Grady, who was lauded for his actions after the Feb. 14, 2008, shootings on the NIU campus, was placed on paid administrative leave Nov. 10. That was one day after DeKalb County Presiding Judge Robbin Stuckert ruled that Grady’s department purposefully withheld witness statements favorable to Andrew Rifkin, an NIU police officer accused of raping a student off-campus and off-duty.

Charges against Rifkin have since been dropped; Rifkin has filed suit against NIU, Grady, and three other NIU police officers who investigated his case.

Grady had been chief since 2001, and earned a salary of $205,987 a year.

Bill Nicklas the acting director of public safety at NIU, sent Grady a letter regarding his firing. In it, Nicklas said he did not believe Grady’s assertions that he wasn’t involved with hiding those documents.

“While I do not find your denials to be credible, even if true, at a minimum, your failure to supervise departmental personnel in this important case represents sufficient cause for dismissal,” Nicklas wrote.

Grady’s attorney, Michael Fox, told the Chicago Tribune that he will “fight this in every manner to show the injustice of what has now been done.”

“The allegations against Chief Grady are baseless and we will be able to prove that,” Fox told the newspaper. “I believe there may be other motives in operation here in regards to Chief Grady’s dismissal, and we will also be doing whatever we can do to demonstrate that as we go forward.”

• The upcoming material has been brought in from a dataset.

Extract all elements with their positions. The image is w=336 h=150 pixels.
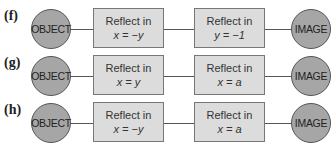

Nicklas wrote that Grady knew, or should have known, that the evidence wasn’t properly turned over to prosecutors. Grady also should have recognized that allowing NIU police to investigate one of its own officers exposed the department to allegations of a conflict of interest, the letter states.

When Grady learned that Lt. Kartik Ramakrishnan had placed the two witness statements in Rifkin’s personnel file, he took no disciplinary action aside from reprimanding him.

Ramakrishnan remains on paid leave, and Darren Mitchell remains acting police chief.

“Right now we are dealing with the disciplinary case,” Nicklas said. “There’s no timeframe on this.”